02.21.11
Promoting OpenSUSE is Not the Same as Promoting Mono
Summary: Response to weak defence of Banshee’s monetisation plans (which can help the project increase its influence inside GNOME)
In case anybody wonders about OpenSUSE, there is not much to say about it. Last night we looked at 4 months of OpenSUSE news (planet syndication) and there was nothing major there. Joe Brockmeier from the OpenSUSE project (he was the community manager) pushes this into the news because other than more OpenSUSE Weekly News (preaching to the converted), there is little going on at OpenSUSE and the current community manager of OpenSUSE now defends Mono pushers (Banshee lobby) who are also his colleagues. It’s done using an analogy which misses the point:
Needed for…
openSUSE is in the process of setting up a Foundation (or e.V. or…). Once there is a Foundation, it will be on the lookout for funding. Obviously my employer will support it, we are a stakeholder in the future of openSUSE. And provided we support the Foundation’s goals. But the Foundation will also want to explore other ways of generating income.What doesn’t work?
Donations and merchandising don’t seem hugely profitable in other communities. Sure, openSUSE did well at FOSDEM, selling 16 crates of openSUSE beer and donating the money to FOSDEM. But we’re still talking about a few hundred euro’s and that’s including the t-shirts we also sold for FOSDEM. That wouldn’t keep the openSUSE Foundation running. So I understand that the $10.000 that Banshee brings the GNOME Foundation each year is interesting from a distro point of view. But ethics and common sense should play a role here too. I guess it might make sense to take a 20 or 30% cut in discussion with the projects – not 75 or 100%. So it might bring some revenue. Not enough still.
This is not a good comparison because Banshee promotes Mono and Microsoft, whereas OpenSUSE spreads GNU/Linux (there are now requests to spread it further using DVDs while there are service interruptions Pascal Bleser discloses). To suggest that making money the way Banshee does should be comparable to foundations is simply misleading. █



























dyfet said,
February 25, 2011 at 8:08 am
Canonical has immense experience with integrating Python in what they deem as useful ways, as demonstrated for example even by Ubuntu One, and other Canonical developed projects such as bzr. Why then did they never consider using exaile, which is both very complete and under very active development (the primary complaints about Rhythmbox). It is written in python that they already have many people well skilled in, and hence that they could so easily integrate and extend as they wish under a free license, rather than potentially risking stabbing every Ubuntu user in the back in the future with the patent trap of Mono banshee? Indeed, by using Exaile, and say gnote, they could also entirely eliminate mono and save a lot of room on the distribution cd for including qt runtime libraries as they now wish to do.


**BRIEF:**
Set down every record below exactly as it appears, but without the pictures.

DATA TO USE START

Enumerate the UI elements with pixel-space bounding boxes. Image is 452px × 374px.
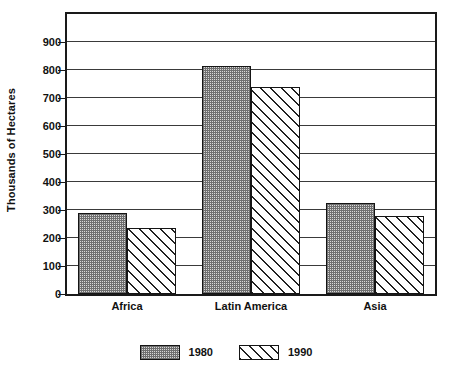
x-axis-label-asia: Asia [363, 300, 386, 312]
x-axis-label-latin-america: Latin America [215, 300, 287, 312]
legend-swatch-1990 [239, 345, 279, 360]
y-axis-tick-label: 800 [25, 65, 61, 76]
y-axis-tick-label: 700 [25, 93, 61, 104]
y-axis-tick-mark [58, 238, 65, 239]
legend-swatch-1980 [140, 345, 180, 360]
y-axis-tick-mark [58, 126, 65, 127]
legend-entry-1990[interactable]: 1990 [239, 345, 312, 360]
bar-latin-america-1980 [202, 66, 251, 294]
bar-africa-1990 [127, 228, 176, 294]
y-axis-tick-label: 900 [25, 37, 61, 48]
y-axis-title: Thousands of Hectares [0, 0, 22, 300]
y-axis-tick-mark [58, 154, 65, 155]
bars-layer [65, 12, 437, 296]
bar-asia-1990 [375, 216, 424, 294]
y-axis-tick-label: 500 [25, 149, 61, 160]
bar-asia-1980 [326, 203, 375, 294]
bar-africa-1980 [78, 213, 127, 294]
y-axis-tick-mark [58, 70, 65, 71]
y-axis-tick-mark [58, 294, 65, 295]
x-axis-category-labels: AfricaLatin AmericaAsia [65, 300, 437, 320]
legend-label-1990: 1990 [288, 347, 312, 358]
legend: 19801990 [0, 340, 452, 364]
y-axis-tick-label: 300 [25, 205, 61, 216]
legend-label-1980: 1980 [189, 347, 213, 358]
x-axis-label-africa: Africa [111, 300, 142, 312]
y-axis-tick-mark [58, 98, 65, 99]
bar-chart: Thousands of Hectares 010020030040050060… [0, 0, 452, 374]
y-axis-title-text: Thousands of Hectares [5, 88, 17, 212]
y-axis-tick-mark [58, 210, 65, 211]
y-axis-tick-label: 100 [25, 261, 61, 272]
y-axis-tick-label: 200 [25, 233, 61, 244]
y-axis-tick-label: 0 [25, 289, 61, 300]
legend-entry-1980[interactable]: 1980 [140, 345, 213, 360]
y-axis-tick-mark [58, 42, 65, 43]
y-axis-tick-label: 600 [25, 121, 61, 132]
bar-latin-america-1990 [251, 87, 300, 294]
y-axis-tick-labels: 0100200300400500600700800900 [22, 12, 61, 296]
y-axis-tick-label: 400 [25, 177, 61, 188]
y-axis-tick-mark [58, 182, 65, 183]
y-axis-tick-mark [58, 266, 65, 267]
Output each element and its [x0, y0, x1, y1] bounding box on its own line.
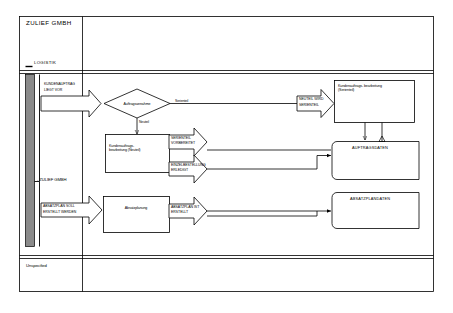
- event-absatzplan-ist-label-line1: ABSATZPLAN IST: [171, 206, 199, 210]
- event-absatzplan-soll-label-line2: ERSTELLT WERDEN: [43, 211, 76, 215]
- lane-label-zulief-gmbh: - ZULIEF GMBH: [37, 178, 66, 183]
- datastore-auftragsdaten-label: AUFTRAGSDATEN: [352, 146, 388, 150]
- function-kundenauftrag-neuteil-label: Kundenauftrags- bearbeitung (Neuteil): [109, 144, 167, 152]
- diagram-canvas: ZULIEF GMBH LOGISTIK - ZULIEF GMBH Unspe…: [0, 0, 453, 313]
- event-serienteil-vorbereitet-label-line1: SERIENTEIL: [171, 137, 191, 141]
- lane-label-unspecified: Unspecified: [26, 264, 47, 269]
- function-absatzplanung-label: Absatzplanung: [104, 206, 168, 210]
- diagram-vector-layer: [0, 0, 453, 313]
- edge-label-neuteil: Neuteil: [139, 121, 149, 125]
- event-neuteil-serienteil-label-line1: NEUTEIL WIRD: [299, 98, 323, 102]
- edge-serienteil-function-to-store: [365, 123, 385, 142]
- event-kundenauftrag-label-line1: KUNDENAUFTRAG: [44, 83, 75, 87]
- event-serienteil-vorbereitet-label-line2: VORBEREITET: [171, 142, 195, 146]
- function-kundenauftrag-neuteil-shape[interactable]: [106, 135, 170, 173]
- event-einzelbestellung-erledigt-label-line2: ERLEDIGT: [171, 169, 188, 173]
- event-kundenauftrag-shape[interactable]: [41, 90, 101, 117]
- event-kundenauftrag-label-line2: LIEGT VOR: [44, 89, 62, 93]
- datastore-absatzplandaten-label: ABSATZPLANDATEN: [350, 197, 390, 201]
- edge-events-to-auftragsdaten: [207, 150, 331, 169]
- event-neuteil-serienteil-label-line2: SERIENTEIL: [299, 104, 319, 108]
- edge-label-serienteil: Serienteil: [175, 100, 188, 104]
- function-kundenauftrag-serienteil-label: Kundenauftrags- bearbeitung (Serienteil): [338, 84, 412, 92]
- event-einzelbestellung-erledigt-label-line1: EINZELBESTELLUNG: [171, 164, 206, 168]
- lane-bracket-zulief: [26, 67, 40, 247]
- lane-sublabel-logistik: LOGISTIK: [34, 61, 56, 66]
- decision-auftragsannahme-label: Auftragsannahme: [113, 102, 161, 106]
- function-absatzplanung-shape[interactable]: [104, 197, 170, 233]
- edge-absatzplan-to-store: [207, 211, 331, 216]
- lane-title-zulief-gmbh: ZULIEF GMBH: [26, 20, 71, 27]
- event-absatzplan-ist-label-line2: ERSTELLT: [171, 211, 188, 215]
- event-absatzplan-soll-label-line1: ABSATZPLAN SOLL: [43, 205, 75, 209]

DATA TO USE END

**RESULT BELOW:**
Enumerate the UI elements with pixel-space bounding boxes. Image is 452px × 374px.
x-axis-label-asia: Asia [363, 300, 386, 312]
x-axis-label-latin-america: Latin America [215, 300, 287, 312]
legend-swatch-1990 [239, 345, 279, 360]
y-axis-tick-label: 800 [25, 65, 61, 76]
y-axis-tick-label: 700 [25, 93, 61, 104]
y-axis-tick-mark [58, 238, 65, 239]
legend-swatch-1980 [140, 345, 180, 360]
y-axis-tick-mark [58, 126, 65, 127]
legend-entry-1990[interactable]: 1990 [239, 345, 312, 360]
bar-latin-america-1980 [202, 66, 251, 294]
bar-africa-1990 [127, 228, 176, 294]
y-axis-tick-label: 900 [25, 37, 61, 48]
y-axis-title: Thousands of Hectares [0, 0, 22, 300]
y-axis-tick-mark [58, 154, 65, 155]
bars-layer [65, 12, 437, 296]
bar-asia-1990 [375, 216, 424, 294]
y-axis-tick-label: 500 [25, 149, 61, 160]
bar-asia-1980 [326, 203, 375, 294]
bar-africa-1980 [78, 213, 127, 294]
y-axis-tick-mark [58, 70, 65, 71]
y-axis-tick-mark [58, 294, 65, 295]
x-axis-category-labels: AfricaLatin AmericaAsia [65, 300, 437, 320]
legend-label-1990: 1990 [288, 347, 312, 358]
legend: 19801990 [0, 340, 452, 364]
y-axis-tick-label: 300 [25, 205, 61, 216]
legend-label-1980: 1980 [189, 347, 213, 358]
x-axis-label-africa: Africa [111, 300, 142, 312]
y-axis-tick-mark [58, 98, 65, 99]
bar-chart: Thousands of Hectares 010020030040050060… [0, 0, 452, 374]
y-axis-title-text: Thousands of Hectares [5, 88, 17, 212]
y-axis-tick-mark [58, 210, 65, 211]
y-axis-tick-label: 100 [25, 261, 61, 272]
y-axis-tick-label: 200 [25, 233, 61, 244]
y-axis-tick-label: 0 [25, 289, 61, 300]
legend-entry-1980[interactable]: 1980 [140, 345, 213, 360]
y-axis-tick-mark [58, 42, 65, 43]
y-axis-tick-label: 600 [25, 121, 61, 132]
bar-latin-america-1990 [251, 87, 300, 294]
y-axis-tick-labels: 0100200300400500600700800900 [22, 12, 61, 296]
y-axis-tick-label: 400 [25, 177, 61, 188]
y-axis-tick-mark [58, 182, 65, 183]
y-axis-tick-mark [58, 266, 65, 267]
Output each element and its [x0, y0, x1, y1] bounding box on its own line.
- event-absatzplan-ist-label-line1: ABSATZPLAN IST: [171, 206, 199, 210]
- event-absatzplan-soll-label-line2: ERSTELLT WERDEN: [43, 211, 76, 215]
- lane-label-zulief-gmbh: - ZULIEF GMBH: [37, 178, 66, 183]
- datastore-auftragsdaten-label: AUFTRAGSDATEN: [352, 146, 388, 150]
- function-kundenauftrag-neuteil-label: Kundenauftrags- bearbeitung (Neuteil): [109, 144, 167, 152]
- diagram-canvas: ZULIEF GMBH LOGISTIK - ZULIEF GMBH Unspe…: [0, 0, 453, 313]
- event-serienteil-vorbereitet-label-line1: SERIENTEIL: [171, 137, 191, 141]
- lane-label-unspecified: Unspecified: [26, 264, 47, 269]
- function-absatzplanung-label: Absatzplanung: [104, 206, 168, 210]
- diagram-vector-layer: [0, 0, 453, 313]
- edge-label-neuteil: Neuteil: [139, 121, 149, 125]
- event-neuteil-serienteil-label-line1: NEUTEIL WIRD: [299, 98, 323, 102]
- edge-serienteil-function-to-store: [365, 123, 385, 142]
- event-kundenauftrag-label-line1: KUNDENAUFTRAG: [44, 83, 75, 87]
- event-serienteil-vorbereitet-label-line2: VORBEREITET: [171, 142, 195, 146]
- function-kundenauftrag-neuteil-shape[interactable]: [106, 135, 170, 173]
- event-einzelbestellung-erledigt-label-line2: ERLEDIGT: [171, 169, 188, 173]
- event-kundenauftrag-shape[interactable]: [41, 90, 101, 117]
- event-kundenauftrag-label-line2: LIEGT VOR: [44, 89, 62, 93]
- datastore-absatzplandaten-label: ABSATZPLANDATEN: [350, 197, 390, 201]
- edge-events-to-auftragsdaten: [207, 150, 331, 169]
- event-neuteil-serienteil-label-line2: SERIENTEIL: [299, 104, 319, 108]
- edge-label-serienteil: Serienteil: [175, 100, 188, 104]
- function-kundenauftrag-serienteil-label: Kundenauftrags- bearbeitung (Serienteil): [338, 84, 412, 92]
- event-einzelbestellung-erledigt-label-line1: EINZELBESTELLUNG: [171, 164, 206, 168]
- lane-bracket-zulief: [26, 67, 40, 247]
- lane-sublabel-logistik: LOGISTIK: [34, 61, 56, 66]
- decision-auftragsannahme-label: Auftragsannahme: [113, 102, 161, 106]
- function-absatzplanung-shape[interactable]: [104, 197, 170, 233]
- edge-absatzplan-to-store: [207, 211, 331, 216]
- lane-title-zulief-gmbh: ZULIEF GMBH: [26, 20, 71, 27]
- event-absatzplan-ist-label-line2: ERSTELLT: [171, 211, 188, 215]
- event-absatzplan-soll-label-line1: ABSATZPLAN SOLL: [43, 205, 75, 209]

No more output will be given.